Hi,

Looks like I was a little confused.  It appears that the nan* versions of functions in numpy just substitute the NaNs in a copy of the original array and so are just convenience methods.  I was imagining that they were optimized and handling the NaNs at a lower level.  It looks like the "bottleneck" package tries to do this for nansum, nanprod, etc, but I don't know if it is able to take advantage of SSE or not.

Anyways, maybe if I elaborate someone can offer suggestions.

My application is: given a large N-dimensional array, and a selected (N-1)-dimensional slice of it, compute the Pearson correlation of that slice versus all other (N-1)-dimensional slices of the array, omitting NaN's from the calculation.

Ignoring NaN's for a moment, here is the slow and obvious way to do it:

    from scipy.stats import pearsonr
    import numpy as np
    def corrs(data,index,dim):
        seed = data.take(index,dim)
        res = np.zeros(data.shape[dim])
        for i in range(0,data.shape[dim]):
            res[i] = pearsonr(seed, data.take(i,dim))[0]
        return res

Doing all the math by hand and using einsum, there is an extremely fast (though fairly cryptic) way of doing this:

    def corrs2(data, index, axis):
        seed = data.take([index], axis=axis)

        sdims = range(0,seed.ndim)
        ddims = range(0,data.ndim)
        sample_axes = np.array([i for i in ddims if i != axis])

        seed_mean = np.einsum(seed, sdims, []) / seed.size
        data_mean = np.einsum(data, ddims, [axis]) / seed.size
        data_mean.shape = tuple(data.shape[i] if i == axis else 1 for i in ddims) # restore dims after einsum

        seed_dev = np.einsum(seed-seed_mean, sdims, sdims)
        numerator = np.einsum(seed_dev, ddims, data, ddims, [axis])
        numerator -= np.einsum(seed_dev, ddims, data_mean, ddims, [axis])

        denominator = np.einsum(data, ddims, data, ddims, [axis])
        denominator += -2.0*np.einsum(data, ddims, data_mean, ddims, [axis])
        denominator += np.sum(data_mean**2, axis=sample_axes) * seed.size
        denominator *= np.einsum(seed_dev**2, sdims, [axis])
        denominator = np.sqrt(denominator)

        return np.clip(numerator / denominator, -1.0, 1.0)

It also doesn't need to make a copy of the array.  Re-introducing the requirement to handle NaNs, though, I couldn't find any option besides making a mask array and introducing that explicitly into the calculations.  That's why I was imagining an optimized "naneinsum."

Are there any existing ways of doing sums and products on numpy arrays that have a fast way of handling NaNs?  Or is a mask array the best thing to hope for?  I think that for this problem that I could transpose and reshape the N-dimensional array down to 2-dimensions without making an array copy, which might make it easier to interface with some optimizing package that doesn't support multidimensional arrays fully.

I am fairly new to making numpy/python fast, and coming from MATLAB am very impressed, though there are a bewlidering number of options when it comes to trying to optimize.

Thanks,
Chris

On Tue, Apr 19, 2016 at 11:12 AM, Chris Barber <barberchris01@gmail.com> wrote:
Is there any interest in a nan-ignoring version of einsum a la nansum, nanprod, etc?  Any idea how difficult it would be to implement?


## Try it
How many lines in the records below include "Kaufinteresse"? Answer with the number only.
»»
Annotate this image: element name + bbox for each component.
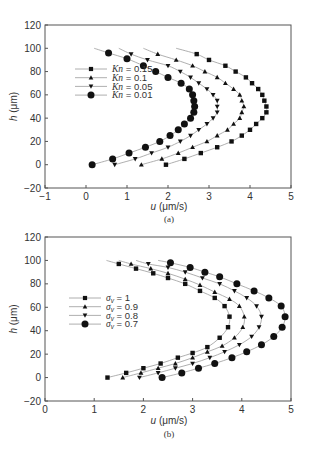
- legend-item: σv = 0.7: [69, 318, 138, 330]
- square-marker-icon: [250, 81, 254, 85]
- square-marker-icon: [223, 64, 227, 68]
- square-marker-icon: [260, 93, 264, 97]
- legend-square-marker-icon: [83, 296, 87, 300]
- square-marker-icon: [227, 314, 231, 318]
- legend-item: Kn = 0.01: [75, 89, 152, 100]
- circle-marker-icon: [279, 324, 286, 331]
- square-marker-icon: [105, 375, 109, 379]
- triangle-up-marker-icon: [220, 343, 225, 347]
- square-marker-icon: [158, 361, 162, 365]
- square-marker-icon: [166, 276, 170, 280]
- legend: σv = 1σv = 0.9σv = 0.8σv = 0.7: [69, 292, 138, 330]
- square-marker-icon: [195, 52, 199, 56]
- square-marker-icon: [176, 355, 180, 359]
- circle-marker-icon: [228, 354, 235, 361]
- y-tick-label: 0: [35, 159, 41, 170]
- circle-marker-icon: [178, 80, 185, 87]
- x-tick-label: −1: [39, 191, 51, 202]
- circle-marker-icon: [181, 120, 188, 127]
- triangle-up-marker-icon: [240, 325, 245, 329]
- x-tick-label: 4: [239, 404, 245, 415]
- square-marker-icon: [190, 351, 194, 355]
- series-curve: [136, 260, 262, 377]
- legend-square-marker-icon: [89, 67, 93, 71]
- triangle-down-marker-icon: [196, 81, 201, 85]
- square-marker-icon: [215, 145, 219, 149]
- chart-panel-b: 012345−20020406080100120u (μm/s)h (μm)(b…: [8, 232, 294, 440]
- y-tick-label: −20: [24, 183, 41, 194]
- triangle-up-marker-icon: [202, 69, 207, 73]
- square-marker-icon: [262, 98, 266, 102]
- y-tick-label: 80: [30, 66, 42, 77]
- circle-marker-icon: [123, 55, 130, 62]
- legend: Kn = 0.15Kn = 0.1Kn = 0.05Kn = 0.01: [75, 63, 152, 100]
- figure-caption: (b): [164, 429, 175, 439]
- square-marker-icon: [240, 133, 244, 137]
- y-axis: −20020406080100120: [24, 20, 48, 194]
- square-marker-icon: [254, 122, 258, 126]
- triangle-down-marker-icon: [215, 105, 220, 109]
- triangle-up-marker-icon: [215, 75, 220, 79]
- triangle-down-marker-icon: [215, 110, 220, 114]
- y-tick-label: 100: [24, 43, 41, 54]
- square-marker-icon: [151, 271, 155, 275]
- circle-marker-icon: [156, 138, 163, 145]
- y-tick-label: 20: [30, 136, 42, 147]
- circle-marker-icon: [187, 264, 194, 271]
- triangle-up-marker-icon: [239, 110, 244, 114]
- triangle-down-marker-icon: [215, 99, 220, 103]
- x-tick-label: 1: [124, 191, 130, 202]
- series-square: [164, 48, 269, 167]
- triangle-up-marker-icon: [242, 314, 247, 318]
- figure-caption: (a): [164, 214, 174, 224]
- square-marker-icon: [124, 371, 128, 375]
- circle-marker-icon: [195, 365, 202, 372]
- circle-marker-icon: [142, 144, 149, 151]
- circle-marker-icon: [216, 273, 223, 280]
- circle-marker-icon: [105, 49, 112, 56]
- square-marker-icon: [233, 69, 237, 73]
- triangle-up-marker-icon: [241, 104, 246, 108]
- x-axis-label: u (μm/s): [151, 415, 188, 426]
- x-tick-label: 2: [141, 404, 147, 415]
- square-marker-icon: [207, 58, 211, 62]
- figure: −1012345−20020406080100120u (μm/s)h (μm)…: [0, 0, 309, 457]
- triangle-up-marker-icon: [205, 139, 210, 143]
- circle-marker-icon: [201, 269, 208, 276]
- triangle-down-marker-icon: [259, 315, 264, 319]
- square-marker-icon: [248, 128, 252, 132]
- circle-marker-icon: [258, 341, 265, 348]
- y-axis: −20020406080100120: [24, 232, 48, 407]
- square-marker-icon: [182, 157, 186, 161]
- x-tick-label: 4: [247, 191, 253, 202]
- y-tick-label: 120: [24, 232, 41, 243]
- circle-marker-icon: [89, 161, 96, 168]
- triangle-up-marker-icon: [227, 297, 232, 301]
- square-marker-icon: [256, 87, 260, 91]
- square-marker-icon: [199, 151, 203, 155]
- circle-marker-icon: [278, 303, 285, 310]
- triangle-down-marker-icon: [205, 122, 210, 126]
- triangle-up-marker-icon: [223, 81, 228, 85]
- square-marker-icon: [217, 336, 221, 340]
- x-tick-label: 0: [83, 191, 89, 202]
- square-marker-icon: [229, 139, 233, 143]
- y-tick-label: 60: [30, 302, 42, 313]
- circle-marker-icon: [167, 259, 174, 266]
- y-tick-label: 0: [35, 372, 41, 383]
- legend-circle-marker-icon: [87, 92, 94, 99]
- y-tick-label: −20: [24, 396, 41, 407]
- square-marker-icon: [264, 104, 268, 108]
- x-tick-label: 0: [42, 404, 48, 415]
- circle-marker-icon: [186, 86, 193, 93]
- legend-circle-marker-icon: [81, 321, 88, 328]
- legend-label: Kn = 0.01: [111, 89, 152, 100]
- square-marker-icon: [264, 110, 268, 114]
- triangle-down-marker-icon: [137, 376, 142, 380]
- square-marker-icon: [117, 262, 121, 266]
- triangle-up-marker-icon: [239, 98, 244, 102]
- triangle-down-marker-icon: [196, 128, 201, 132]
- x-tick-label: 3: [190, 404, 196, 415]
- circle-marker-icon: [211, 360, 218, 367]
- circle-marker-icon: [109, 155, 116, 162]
««
»»
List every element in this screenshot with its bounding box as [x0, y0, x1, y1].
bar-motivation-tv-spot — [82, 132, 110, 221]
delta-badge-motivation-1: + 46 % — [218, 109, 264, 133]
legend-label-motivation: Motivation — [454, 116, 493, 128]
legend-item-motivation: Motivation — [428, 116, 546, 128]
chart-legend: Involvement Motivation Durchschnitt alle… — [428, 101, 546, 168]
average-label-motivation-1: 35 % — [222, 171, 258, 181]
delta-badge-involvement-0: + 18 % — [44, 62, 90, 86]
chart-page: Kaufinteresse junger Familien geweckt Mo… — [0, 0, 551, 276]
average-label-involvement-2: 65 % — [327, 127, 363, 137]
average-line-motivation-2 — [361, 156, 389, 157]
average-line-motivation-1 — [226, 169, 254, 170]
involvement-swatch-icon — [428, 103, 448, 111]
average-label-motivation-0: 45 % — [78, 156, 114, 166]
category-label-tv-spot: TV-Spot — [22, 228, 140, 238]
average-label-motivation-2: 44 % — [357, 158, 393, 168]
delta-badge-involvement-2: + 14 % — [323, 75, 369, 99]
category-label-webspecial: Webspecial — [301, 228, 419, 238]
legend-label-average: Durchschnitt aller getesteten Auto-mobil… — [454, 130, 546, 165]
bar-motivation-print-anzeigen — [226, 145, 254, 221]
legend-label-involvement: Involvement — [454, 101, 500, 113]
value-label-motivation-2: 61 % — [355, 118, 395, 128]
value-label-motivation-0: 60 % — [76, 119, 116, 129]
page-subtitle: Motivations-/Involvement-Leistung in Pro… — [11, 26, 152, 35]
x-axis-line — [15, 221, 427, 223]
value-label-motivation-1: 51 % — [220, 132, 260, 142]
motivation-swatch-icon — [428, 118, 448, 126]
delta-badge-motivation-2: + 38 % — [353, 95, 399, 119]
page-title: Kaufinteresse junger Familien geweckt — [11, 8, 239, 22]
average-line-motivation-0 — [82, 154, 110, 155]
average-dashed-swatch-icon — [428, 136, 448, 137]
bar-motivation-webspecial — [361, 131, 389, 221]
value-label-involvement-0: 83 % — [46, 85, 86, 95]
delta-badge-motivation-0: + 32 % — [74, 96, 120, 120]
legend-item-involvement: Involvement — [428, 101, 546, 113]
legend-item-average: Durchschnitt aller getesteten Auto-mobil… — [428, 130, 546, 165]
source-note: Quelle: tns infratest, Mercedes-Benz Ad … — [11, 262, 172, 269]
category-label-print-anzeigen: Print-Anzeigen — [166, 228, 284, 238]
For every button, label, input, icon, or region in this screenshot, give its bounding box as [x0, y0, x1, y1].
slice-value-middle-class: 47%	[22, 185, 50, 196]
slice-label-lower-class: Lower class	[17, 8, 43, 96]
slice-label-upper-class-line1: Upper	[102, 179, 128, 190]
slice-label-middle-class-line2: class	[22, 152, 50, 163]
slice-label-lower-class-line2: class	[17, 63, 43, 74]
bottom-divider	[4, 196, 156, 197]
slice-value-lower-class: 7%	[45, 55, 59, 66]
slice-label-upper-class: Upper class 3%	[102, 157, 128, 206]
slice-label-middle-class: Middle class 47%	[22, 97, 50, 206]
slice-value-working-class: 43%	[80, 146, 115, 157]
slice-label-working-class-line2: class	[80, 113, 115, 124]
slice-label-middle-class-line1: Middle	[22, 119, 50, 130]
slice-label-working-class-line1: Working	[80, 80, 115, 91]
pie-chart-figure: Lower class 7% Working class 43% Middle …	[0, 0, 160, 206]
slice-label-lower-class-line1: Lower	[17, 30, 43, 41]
««
»»
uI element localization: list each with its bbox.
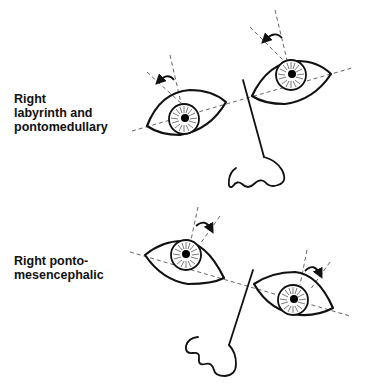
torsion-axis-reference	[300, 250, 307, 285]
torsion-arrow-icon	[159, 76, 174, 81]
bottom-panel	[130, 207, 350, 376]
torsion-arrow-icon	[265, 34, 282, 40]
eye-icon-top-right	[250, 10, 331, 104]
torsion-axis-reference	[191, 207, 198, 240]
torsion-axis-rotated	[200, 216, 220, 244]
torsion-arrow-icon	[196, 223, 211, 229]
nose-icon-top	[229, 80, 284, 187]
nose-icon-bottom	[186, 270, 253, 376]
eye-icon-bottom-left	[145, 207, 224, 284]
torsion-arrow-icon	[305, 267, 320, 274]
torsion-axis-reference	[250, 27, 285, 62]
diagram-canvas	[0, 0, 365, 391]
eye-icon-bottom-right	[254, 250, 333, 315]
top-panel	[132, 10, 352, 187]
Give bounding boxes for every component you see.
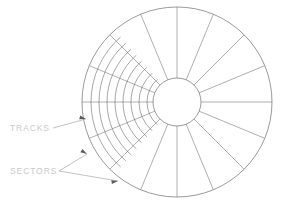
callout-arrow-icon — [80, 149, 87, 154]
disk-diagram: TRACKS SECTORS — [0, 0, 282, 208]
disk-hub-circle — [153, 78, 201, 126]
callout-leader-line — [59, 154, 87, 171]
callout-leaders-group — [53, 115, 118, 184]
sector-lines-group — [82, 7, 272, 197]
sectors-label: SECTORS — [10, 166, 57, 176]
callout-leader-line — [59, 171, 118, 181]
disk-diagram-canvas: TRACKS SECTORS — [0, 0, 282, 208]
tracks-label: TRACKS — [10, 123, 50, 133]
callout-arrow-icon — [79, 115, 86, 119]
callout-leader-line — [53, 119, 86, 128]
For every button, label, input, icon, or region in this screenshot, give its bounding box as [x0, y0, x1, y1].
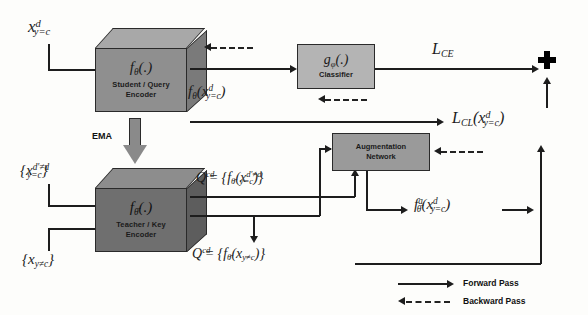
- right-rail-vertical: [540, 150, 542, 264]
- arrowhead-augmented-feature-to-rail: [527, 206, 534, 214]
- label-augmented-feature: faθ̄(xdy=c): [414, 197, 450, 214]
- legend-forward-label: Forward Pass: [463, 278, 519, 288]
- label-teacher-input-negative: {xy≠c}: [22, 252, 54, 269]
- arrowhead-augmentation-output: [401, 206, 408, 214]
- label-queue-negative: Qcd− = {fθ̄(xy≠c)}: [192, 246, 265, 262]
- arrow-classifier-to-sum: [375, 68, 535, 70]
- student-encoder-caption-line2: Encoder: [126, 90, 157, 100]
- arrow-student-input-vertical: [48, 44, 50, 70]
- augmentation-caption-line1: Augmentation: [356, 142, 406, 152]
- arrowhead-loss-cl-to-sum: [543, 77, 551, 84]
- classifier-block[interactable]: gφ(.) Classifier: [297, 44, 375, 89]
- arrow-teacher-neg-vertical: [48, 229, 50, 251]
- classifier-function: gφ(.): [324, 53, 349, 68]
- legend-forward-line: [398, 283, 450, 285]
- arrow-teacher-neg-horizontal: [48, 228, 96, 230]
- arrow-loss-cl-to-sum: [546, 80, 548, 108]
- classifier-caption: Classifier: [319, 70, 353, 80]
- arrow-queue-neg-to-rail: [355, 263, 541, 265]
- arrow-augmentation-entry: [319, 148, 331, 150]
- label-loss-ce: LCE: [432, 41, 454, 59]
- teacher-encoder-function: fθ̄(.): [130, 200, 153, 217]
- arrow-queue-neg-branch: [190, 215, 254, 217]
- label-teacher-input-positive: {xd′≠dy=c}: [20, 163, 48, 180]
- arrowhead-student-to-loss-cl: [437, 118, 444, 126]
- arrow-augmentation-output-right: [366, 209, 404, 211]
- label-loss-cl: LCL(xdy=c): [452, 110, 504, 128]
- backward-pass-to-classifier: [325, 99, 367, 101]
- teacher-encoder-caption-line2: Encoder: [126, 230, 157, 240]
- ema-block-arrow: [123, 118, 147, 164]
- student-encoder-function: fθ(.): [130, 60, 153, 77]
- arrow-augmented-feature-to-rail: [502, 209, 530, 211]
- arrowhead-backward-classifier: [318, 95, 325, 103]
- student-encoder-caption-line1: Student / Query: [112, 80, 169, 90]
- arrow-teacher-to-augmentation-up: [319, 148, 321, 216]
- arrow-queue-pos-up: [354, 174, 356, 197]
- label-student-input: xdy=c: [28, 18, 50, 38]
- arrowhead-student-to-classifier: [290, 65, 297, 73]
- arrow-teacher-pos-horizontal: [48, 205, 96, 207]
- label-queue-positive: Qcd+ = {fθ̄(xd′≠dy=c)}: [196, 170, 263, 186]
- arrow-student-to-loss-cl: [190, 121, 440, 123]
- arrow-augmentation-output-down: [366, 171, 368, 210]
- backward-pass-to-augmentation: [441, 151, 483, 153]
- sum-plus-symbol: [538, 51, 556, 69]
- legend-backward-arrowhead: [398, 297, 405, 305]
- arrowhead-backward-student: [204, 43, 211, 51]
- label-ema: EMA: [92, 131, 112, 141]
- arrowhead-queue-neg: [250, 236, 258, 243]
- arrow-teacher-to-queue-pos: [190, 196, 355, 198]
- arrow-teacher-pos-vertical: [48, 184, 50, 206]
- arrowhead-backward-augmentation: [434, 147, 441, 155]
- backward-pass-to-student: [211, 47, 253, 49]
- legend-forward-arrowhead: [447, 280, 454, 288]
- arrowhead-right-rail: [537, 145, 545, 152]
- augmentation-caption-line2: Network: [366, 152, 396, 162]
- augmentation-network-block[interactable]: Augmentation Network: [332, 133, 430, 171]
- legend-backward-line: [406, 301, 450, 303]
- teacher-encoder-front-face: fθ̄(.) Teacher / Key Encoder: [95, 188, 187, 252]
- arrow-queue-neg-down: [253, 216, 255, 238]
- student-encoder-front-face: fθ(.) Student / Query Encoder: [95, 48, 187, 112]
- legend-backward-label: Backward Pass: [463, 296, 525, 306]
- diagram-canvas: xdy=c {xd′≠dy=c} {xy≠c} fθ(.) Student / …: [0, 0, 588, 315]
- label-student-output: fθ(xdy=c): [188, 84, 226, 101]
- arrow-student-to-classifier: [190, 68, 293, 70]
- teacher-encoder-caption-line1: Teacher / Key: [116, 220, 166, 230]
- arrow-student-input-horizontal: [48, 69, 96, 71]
««
## Response box
2